God Governs All Things: Providence in the Belgic Confession

Rev. C•D•F• Warrington, M.Div.
By Rev. C•D•F• Warrington, M.Div.

Ordained Minister, M.Div.

June 22, 2026

3 min read

Rays of light breaking through storm clouds over a landscape, illustrating God's sovereign providence over all things

The Belgic Confession of 1561, written by Guido de Bres as a Reformed confession under the shadow of Spanish Catholic persecution, devotes considerable attention to the doctrine of providence. Articles 12 and 13 address creation and providence together, insisting that the God who made all things also sustains and governs all things. For a community facing real danger for their faith, the doctrine of providence was not a philosophical abstraction — it was a lifeline.

Article 13: The Scope of Providence

Article 13 states that God 'upholds and governs all creatures according to his eternal will and purpose so that nothing happens in this world without his orderly arrangement.' The confession is careful here: it does not say that God is the author of sin, but it insists that even evil and suffering fall within the scope of his sovereign governance. God ordains even sinful acts without himself sinning, working his purposes through secondary causes without violating human agency.

The confession appeals to Acts 17:28 — 'In him we live and move and have our being' — and Hebrews 1:3, where Christ is described as 'upholding the universe by the word of his power.' Providence is not God's occasional intervention in an otherwise self-running world. It is the continuous, moment-by-moment sustaining of every creature in existence and every event in history. The word 'orderly arrangement' suggests not chaos minimally contained but a universe held purposefully in God's hand.

Providence and Human Experience

The confession addresses the pastoral dimension directly. It calls believers to rest in the knowledge that nothing befalls them apart from God's will and care. When Guido de Bres wrote these words, he did so as a man who knew that persecution was not theoretical. He was eventually arrested and martyred in 1567. His confidence in divine providence was tested and found sufficient. His willingness to confess openly, knowing the risk, was itself an act of trust in the God who governs all things.

The Heidelberg Catechism, which appeared two years before the Belgic Confession was finalized, expressed the same confidence in its famous Question 26: God watches over believers 'in such a way that not a leaf can fall from a tree without his will.' Together, the Belgic Confession and the Heidelberg Catechism form part of the Three Forms of Unity, the confessional standards of the Dutch Reformed tradition. Their convergence on providence reflects a theology forged in exile and suffering.

Providence and Reformed Spirituality

The doctrine of providence in the Belgic Confession produces a distinctive spirituality — one that resists both fatalism and anxiety. Because all things are governed by a wise and good God, the believer need not be paralyzed by uncertainty. At the same time, because God acts through human means and choices, passivity is also ruled out. Reformed spirituality tends toward active trust: engaging the world vigorously while resting in the confidence that the outcome belongs to God. The Belgic Confession's teaching on providence is not a doctrine about powerlessness but about the freedom that comes from knowing who holds all things together.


- TASK DESCRIPTION -
Look through the records below, and copy out every line that holds the string "series".

◆ ◆ ◆ ◆ ◆

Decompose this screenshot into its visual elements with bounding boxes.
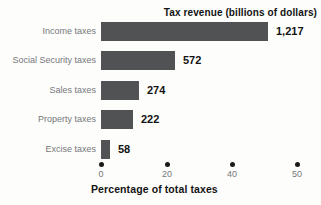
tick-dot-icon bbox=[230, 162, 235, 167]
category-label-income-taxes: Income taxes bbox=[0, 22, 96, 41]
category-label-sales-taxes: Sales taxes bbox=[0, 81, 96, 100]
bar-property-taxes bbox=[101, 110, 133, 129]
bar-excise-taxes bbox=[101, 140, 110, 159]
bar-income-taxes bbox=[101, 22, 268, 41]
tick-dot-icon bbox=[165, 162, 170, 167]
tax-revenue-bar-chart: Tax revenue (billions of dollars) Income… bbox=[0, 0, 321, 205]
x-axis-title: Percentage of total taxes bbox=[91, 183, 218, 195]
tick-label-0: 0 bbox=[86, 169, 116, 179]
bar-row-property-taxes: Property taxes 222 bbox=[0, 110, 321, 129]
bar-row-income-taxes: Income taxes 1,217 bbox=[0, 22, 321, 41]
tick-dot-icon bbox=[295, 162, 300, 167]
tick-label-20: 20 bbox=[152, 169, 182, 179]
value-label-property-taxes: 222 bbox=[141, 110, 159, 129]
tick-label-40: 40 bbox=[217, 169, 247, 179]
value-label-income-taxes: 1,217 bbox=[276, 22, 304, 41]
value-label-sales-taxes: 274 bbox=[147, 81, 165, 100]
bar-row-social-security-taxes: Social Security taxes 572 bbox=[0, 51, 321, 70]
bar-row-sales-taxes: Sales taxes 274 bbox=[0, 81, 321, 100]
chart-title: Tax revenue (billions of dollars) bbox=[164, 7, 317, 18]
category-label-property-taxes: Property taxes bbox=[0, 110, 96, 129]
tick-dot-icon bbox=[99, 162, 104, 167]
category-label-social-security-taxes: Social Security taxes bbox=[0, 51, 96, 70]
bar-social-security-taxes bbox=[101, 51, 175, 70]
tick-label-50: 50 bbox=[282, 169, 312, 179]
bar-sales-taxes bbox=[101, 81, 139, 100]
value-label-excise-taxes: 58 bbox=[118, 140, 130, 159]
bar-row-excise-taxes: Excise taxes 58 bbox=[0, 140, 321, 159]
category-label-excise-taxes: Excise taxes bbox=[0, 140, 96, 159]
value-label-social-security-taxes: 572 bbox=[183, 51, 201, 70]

◆ ◆ ◆ ◆ ◆

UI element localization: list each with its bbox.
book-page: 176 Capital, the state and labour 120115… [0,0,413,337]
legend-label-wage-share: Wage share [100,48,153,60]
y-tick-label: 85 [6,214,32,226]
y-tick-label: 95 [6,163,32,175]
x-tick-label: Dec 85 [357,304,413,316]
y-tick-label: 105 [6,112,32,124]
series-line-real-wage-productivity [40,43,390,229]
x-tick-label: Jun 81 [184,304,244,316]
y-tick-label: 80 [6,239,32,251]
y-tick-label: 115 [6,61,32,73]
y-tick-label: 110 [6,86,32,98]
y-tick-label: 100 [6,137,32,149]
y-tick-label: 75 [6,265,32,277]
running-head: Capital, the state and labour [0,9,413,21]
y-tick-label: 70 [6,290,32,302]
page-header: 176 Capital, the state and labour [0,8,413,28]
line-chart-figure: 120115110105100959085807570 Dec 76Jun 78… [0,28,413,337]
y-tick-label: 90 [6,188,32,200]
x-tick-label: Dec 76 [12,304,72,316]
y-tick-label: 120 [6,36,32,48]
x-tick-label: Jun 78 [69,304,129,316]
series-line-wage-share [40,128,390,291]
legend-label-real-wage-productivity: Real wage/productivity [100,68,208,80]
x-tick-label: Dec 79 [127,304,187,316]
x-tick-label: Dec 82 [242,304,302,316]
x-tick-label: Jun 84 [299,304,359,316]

◆ ◆ ◆ ◆ ◆

- EXERCISE OUTPUT -
series-line-real-wage-productivity [40,43,390,229]
series-line-wage-share [40,128,390,291]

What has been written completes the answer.